We could force all answers to follow one pattern, as I am sure is the case in many languages, but three of the four would sound – well, ‘forced’. The grammar of say: ‘Put the knives and forks in the drawer sharp end first,’ is challenging on account of its simplicity (when I was little, I was taught to hand a knife to another person with the sharp end towards me, that is, with the sharp end away from the person to whom I was handing it).
Negotiating the bends and corners of such grammar causes as much mental fatigue to speakers of little faith in their linguistic capabilities as rotating a triangle in the coordinate planes through 90 degrees about the origin does to a student of literature. But once the grammatical code has been cracked, the serious business begins.
They are Swiftian questions. When Gulliver is shipwrecked on the island of Lilliput, he learns that the empires of Lilliput and Blefuscu had gone to war over which end was the correct end to break a boiled egg at. Inevitably, some of my students say that the big end is the logical way to break an egg at, others, the little end.

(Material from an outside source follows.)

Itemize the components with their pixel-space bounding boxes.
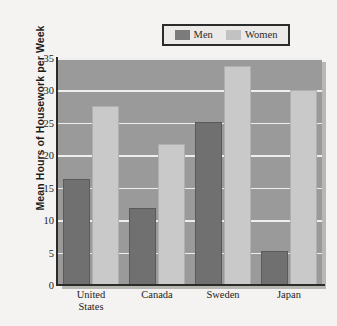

From ‘logical’ the debate goes to ‘normal’. Sometimes it is the other way round. There can’t be anything logical about any of this business because bivalent logic admits only ‘true or false’ or ‘valid or invalid’ for an answer, but I accept that the word ‘logical’ is used loosely. ‘Normal’ is a different story. ‘Normal’ promptly leads to ‘the right way’ and ‘the wrong way’ (compare ‘dexterous’ – right-handed but also skillful, adroit, and ‘sinister’ – left-handed but also ominous). By now we are really going places.
As in Swift, we could be talking about whether transubstantiation takes place at an altar or it is just hocus pocus (Swift uses the egg ends to allude to the differences between the Catholics and Protestants). Someone will inevitably chip in with a line that tilting your soup bowl away from you is the posh way of doing it while tilting it towards you is the common way. How about slicing a tomato? Green end nearest you or green end facing down, or holding your tomato green end uppermost and slicing it thus? One way is practical, another positively wasteful. Which is which? Then, there is the trolley in the check-out aisle: narrow end towards you to make loading and unloading easier (naff) or narrow end away from you (to effect an exit in a dignified pose). Put the coat on left arm first or right arm first (is this a gender difference?).
These are silly divisions with strong underlying convictions, and Swift was a sharp observer to notice that answers to questions of the ‘which way round’ or ‘which end first’ type polarize us on many levels. Small cracks conceal big schisms. What we call a force of habit may only be a fig leaf. Speaking of relations and stretching the analogy a little, the mathematical relation congruence modulo 2 partitions the set of integers into two non-overlapping sets: ‘even’ and ‘odd’.